Tonight he will talk to Anderson residents in a public forum about the proposed laser incineration plant scheduled for construction on the city’s south side. He was summoned by the environmental group Hoosiers for a Safe Environment — which he accepted pro bono because, he said, he promotes sustainability of the environment “with every ounce of my effort” — and arrived in Anderson on Monday. He called The Herald Bulletin to talk about his views.

His interest in opposing all kinds of incineration plants began in 1985 when a plant was to be built in St. Lawrence County, N.Y., where he teaches chemistry at St. Lawrence University. He said he started out as a nimby (not in my backyard) but his degree in chemistry propelled him to study the matter further.

Even though the Anderson plant, to be built by PEAT International, will be the first of its kind in the U.S., Connett says it’s incineration with a different name.

“It’s all essentially the same,” he said.

He said between 1985 and 1995, 300 incinerators were defeated in communities around the country.

In traditional incineration, he said, solids are burned and then the gases from the process are cleaned. With PEAT’s plasma arc, the gases are cleaned before they are burned.

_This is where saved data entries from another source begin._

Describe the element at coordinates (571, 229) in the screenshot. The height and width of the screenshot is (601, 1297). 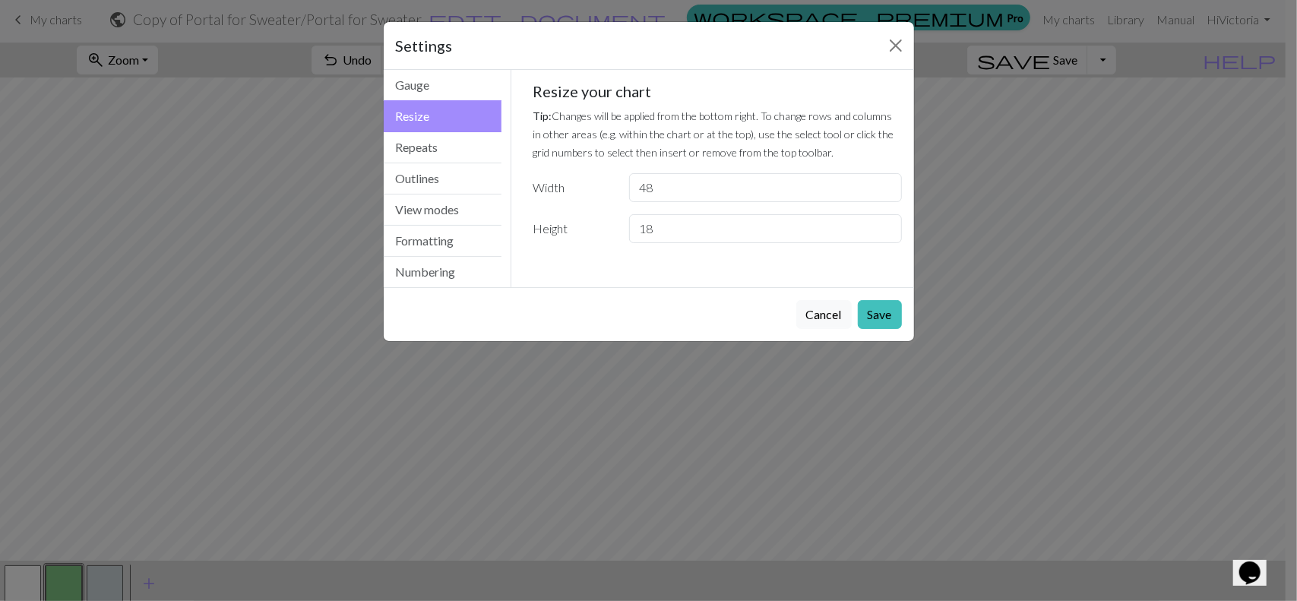
I see `label: Height` at that location.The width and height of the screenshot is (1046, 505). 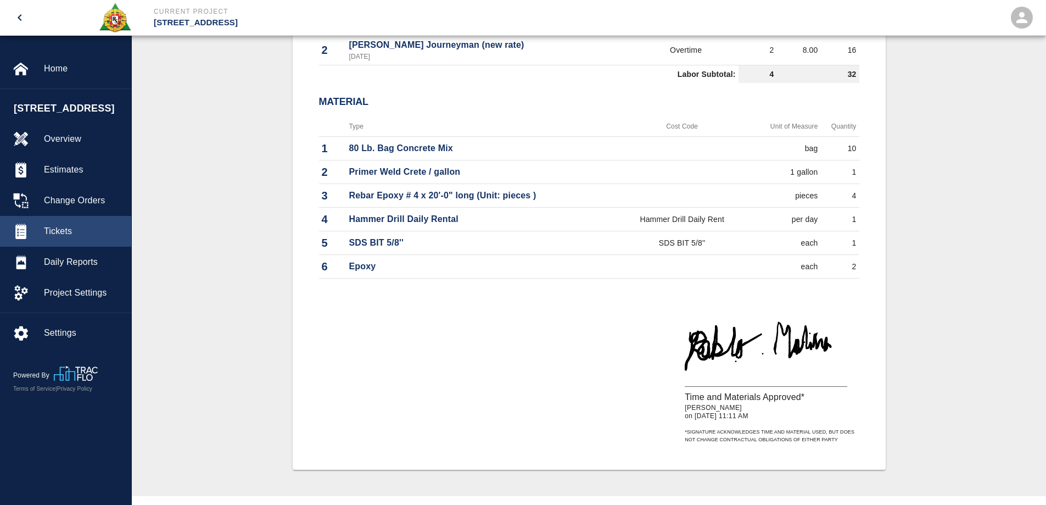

“But you’re still hostage to how the cleaning is done,” he said. “The whole process is poorly regulated. It will never be monitored on a scientific level.”

Connett said the dangers to escaping gases lie in the inhalation of nano particles, which represent a billionth of the gases.

“”They’re difficult to capture,” he said. “They can cross any membrane.”

The study of nano pathology, how the nano particles affect people, is new, he noted.

Another area of danger, he noted, was nano particles getting into the food chain.

Connett said he is a Zero Waste advocate. He says recycling and composting are more effective and use less energy than incineration. He dismisses PEAT’s claim that what it burns produced energy.

“This is not an energy-producing facility,” he said. “It’s really a waste of energy. The energy is in the torch. You’re not talking about something green. The only green here is money.”

Connett said the incineration plant would be bad for other industry and mentioned Nestlé, which uses local milk.